Why are China’s fish disappearing?

Home > Opinion > Columns

print dictionary print

Why are China’s fish disappearing?

It sounds like something out of a dystopian novel: The fresh fish in many of Beijing’s biggest supermarkets simply disappeared last week, as if summoned to another realm. Social media buzzed with alarm and paranoia. The Beijing News placed a photo of an empty aquarium and an underemployed fishmonger on its front page.

The truth turned out to be something earthier and more familiar. According to state media, someone had tipped off the supermarkets about an impending health inspection. Rather than risk a problem, the stores — including Wal-Mart and Carrefour outlets — unloaded their fish. So far, at least, nobody seems to know where they went.

The incident suggests a few underlying problems. One is that a huge amount of food production in China remains small-scale and untraceable. A 2006 government census found more than 200 million individual agricultural holdings. Some consolidation has taken place since, but not nearly enough.
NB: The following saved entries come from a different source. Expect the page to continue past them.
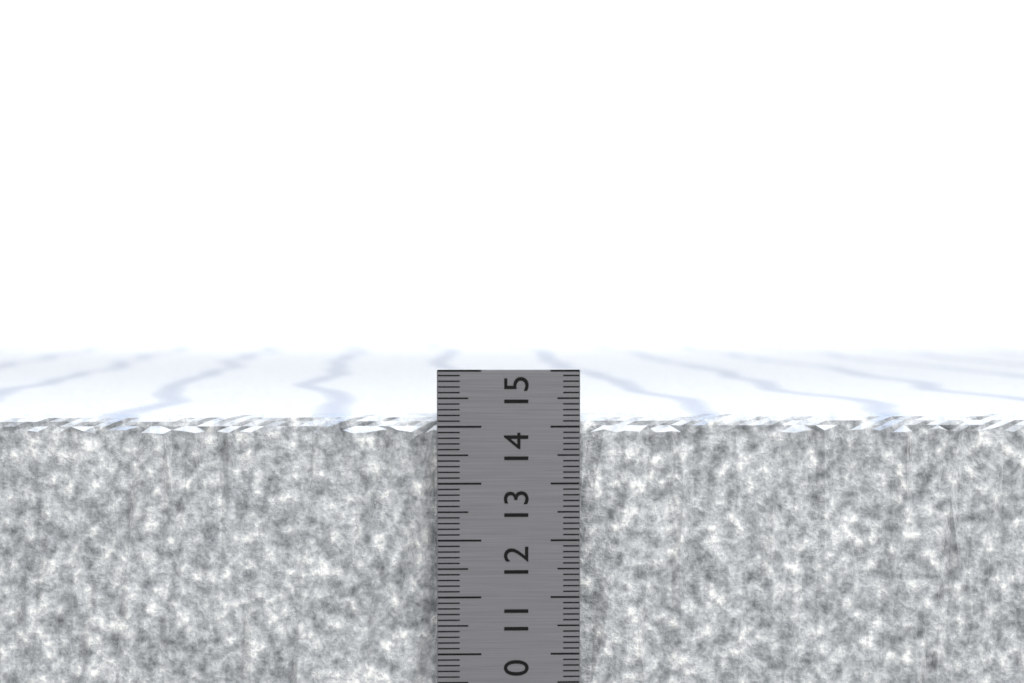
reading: 14.2 cm
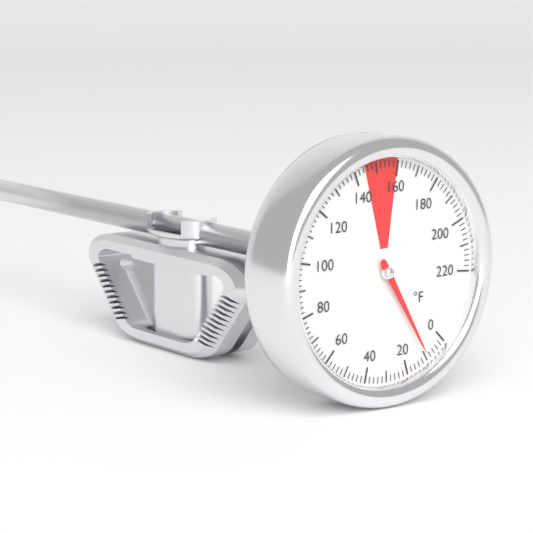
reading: 10 °F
According to state media, the vast majority of Beijing’s freshwater fish supply comes from thousands of independently owned ponds in neighboring provinces, some within an hour or two of the city. During a recent road trip through rural Guangdong Province, I saw small fish farms located willy-nilly throughout the countryside, sometimes next to factories.
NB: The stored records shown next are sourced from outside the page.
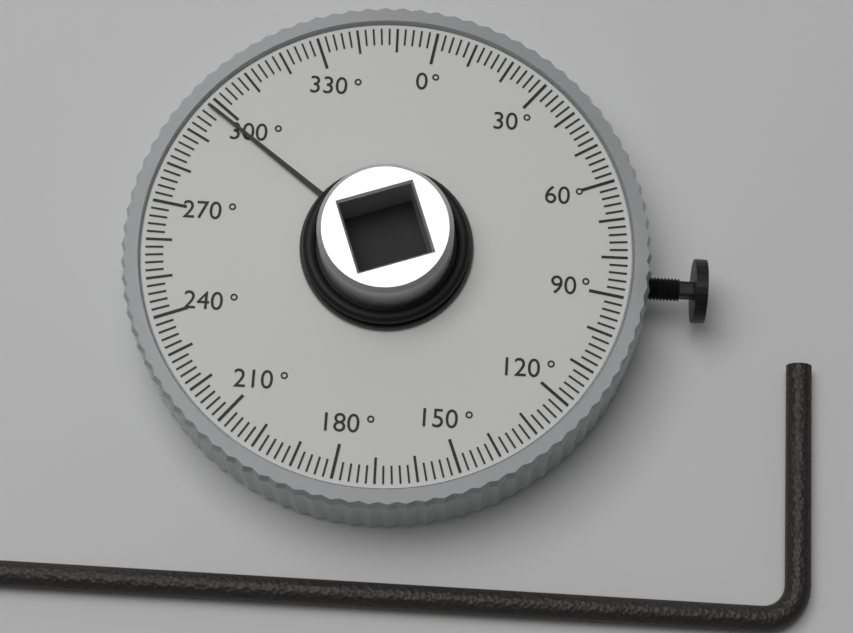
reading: 298 °
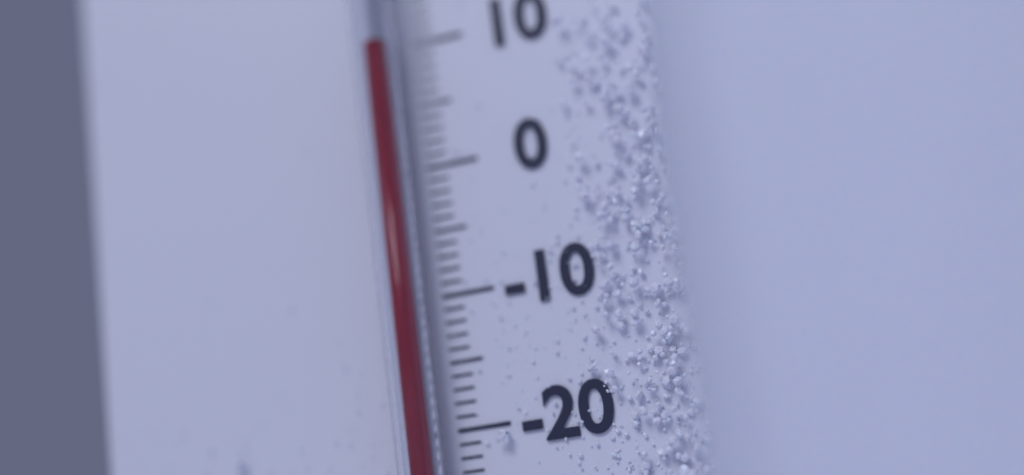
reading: 10 °C
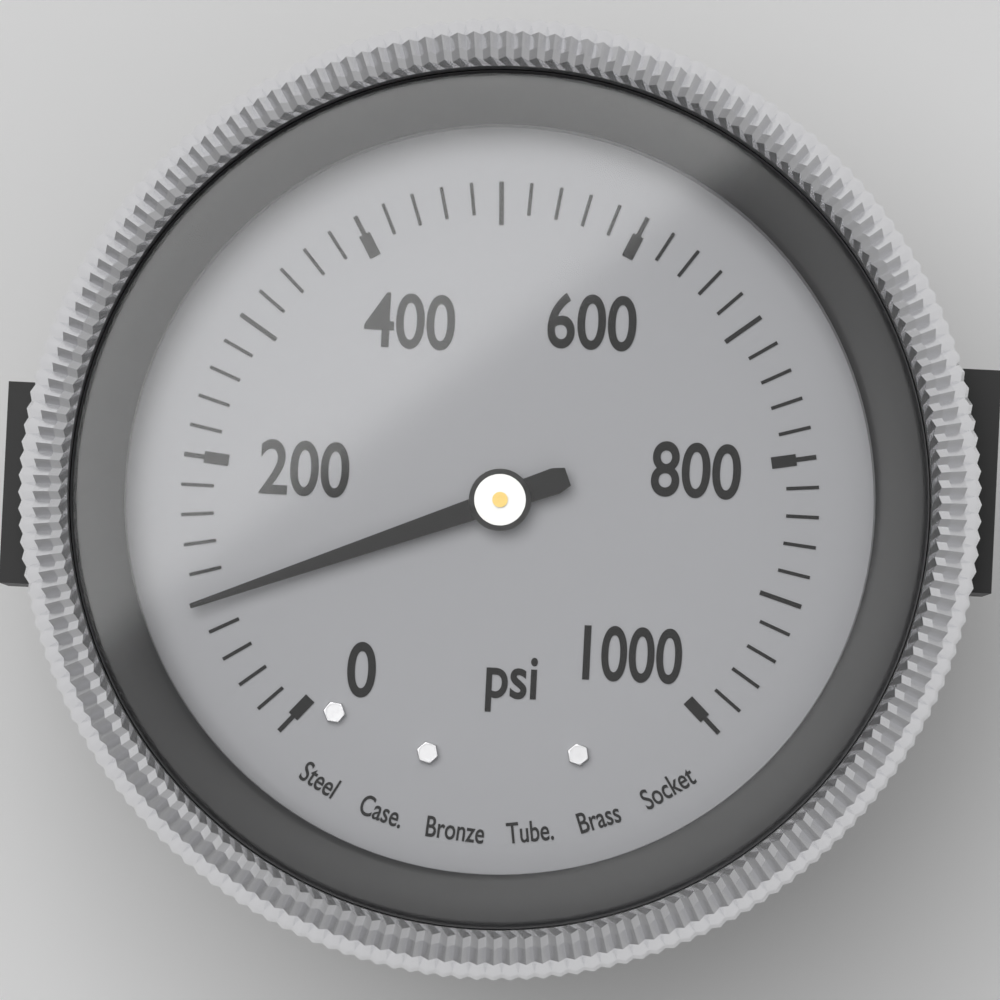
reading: 100 psi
Supervising those millions of little farms is nearly impossible, and the farmers know it. On Tuesday, the Beijing News reported that its journalists had visited fish farms near the city that routinely flouted the law, including requirements that farms be registered and that they keep track of the fertilizers and chemicals they put in their ponds. (Alarmingly, some farmers said that they wouldn’t eat their own fish.)
This situation is worsened by China’s fractured system of oversight. The central government tends to pass off regulation of the food supply to local authorities. Those regulators, in turn, typically have little money or incentive to conduct inspections, and don’t coordinate with their counterparts in other cities and provinces. While agricultural officials oversee what’s produced on farms, meanwhile, food-and-drug agencies monitor what’s in the market. The upshot is that it’s exceedingly unlikely that any one regulator can trace a fish from production in a contaminated pond to a Beijing Wal-Mart. Supermarkets often end up as helpless to control what they buy as their customers are.

A final problem is petty corruption. Although President Xi Jinping has cracked down on misbehavior among senior party leaders, China’s score on Transparency International’s Corruption Index has actually gotten worse since he assumed power. Safety regulators who look the other way when fish ponds are polluted, or who tip off markets that an inspection is coming, are pretty familiar characters to most Chinese.
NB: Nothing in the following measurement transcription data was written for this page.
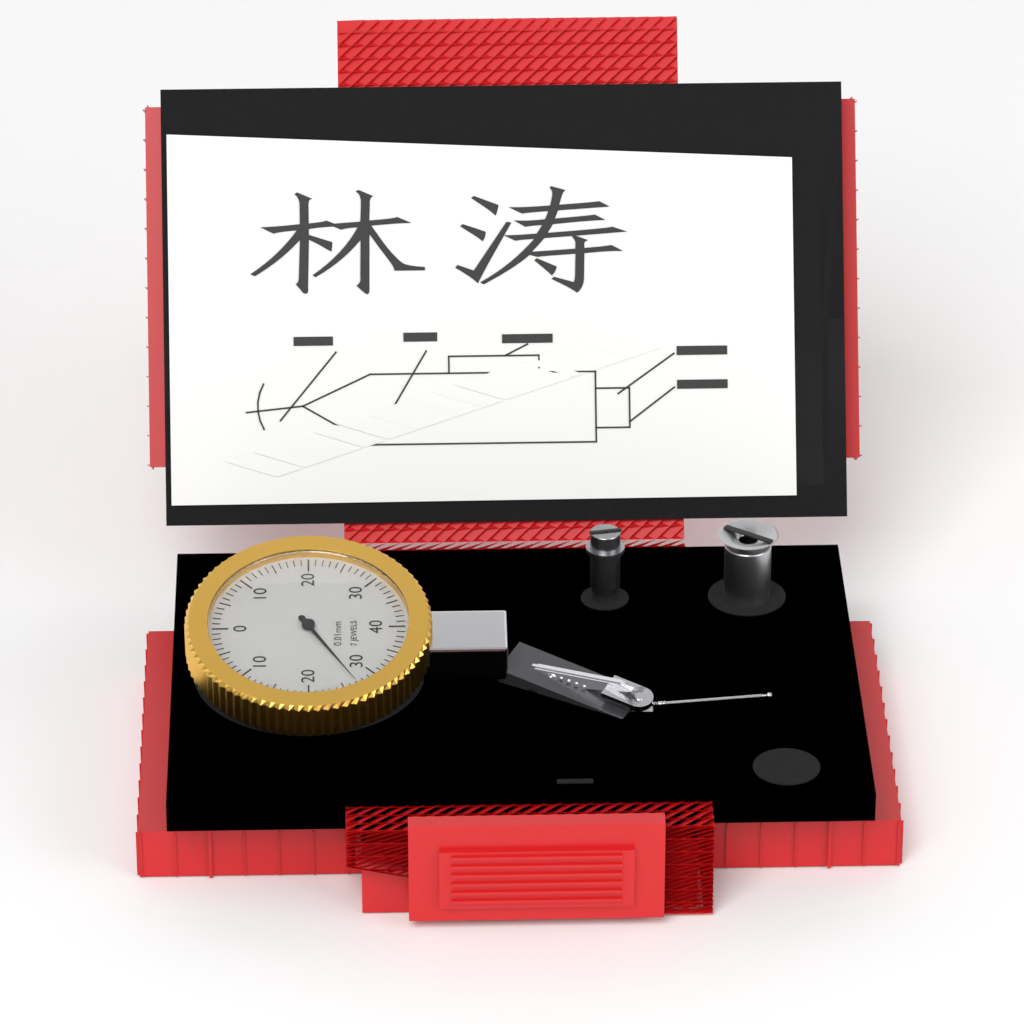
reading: 27 0.01mm
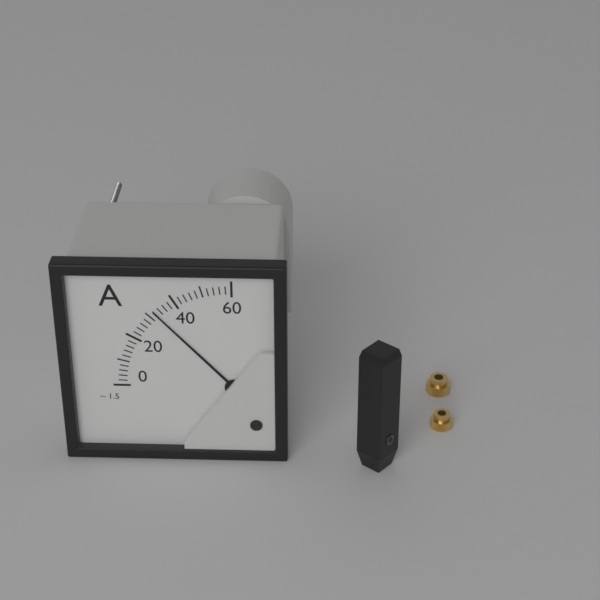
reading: 32 A
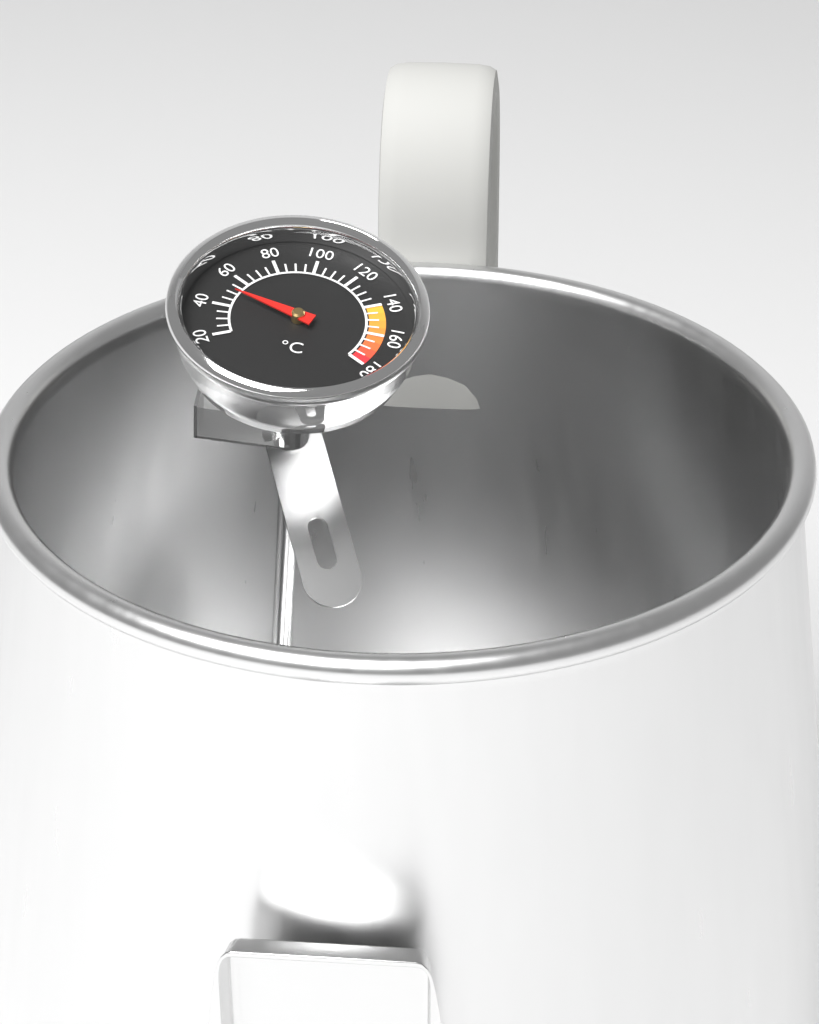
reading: 50 °C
All these problems extend beyond the fish supply. China has been navigating periodic food-safety scandals for more than a decade, and the toll on public confidence is mounting. Last year, 77 percent of respondents in one poll listed food safety as their top concern.

Neighbors often trade tips and rumors about what might be in their food. Two weeks ago, in the southern manufacturing town of Foshan, I was warned off a hotel restaurant because it allegedly served “fake eggs” — whatever that means.

Fixing these problems will require more than patchwork remedies, such as increased reporting requirements or stiffer penalties. China needs rural land reforms that would allow small-time farmers to easily rent or sell their property. Bigger, consolidated farms are much simpler to regulate, and hence typically produce safer food. Regulators need more coordination and more funding. Finally, the government should encourage and protect journalists who uncover the small-scale corruption underlying all these issues.

Past governments could make excuses for avoiding these problems. The current one, officially the most powerful in a generation, probably can’t — especially if the fish keep disappearing.


*The author is a Bloomberg View columnist. He is the author of “Junkyard Planet: Travels in the Billion-Dollar Trash Trade.”

Adam Minter
Log in to Twitter or Facebook account to connect
with the Korea JoongAng Daily
help-image Social comment?
s
lock icon

To write comments, please log in to one of the accounts.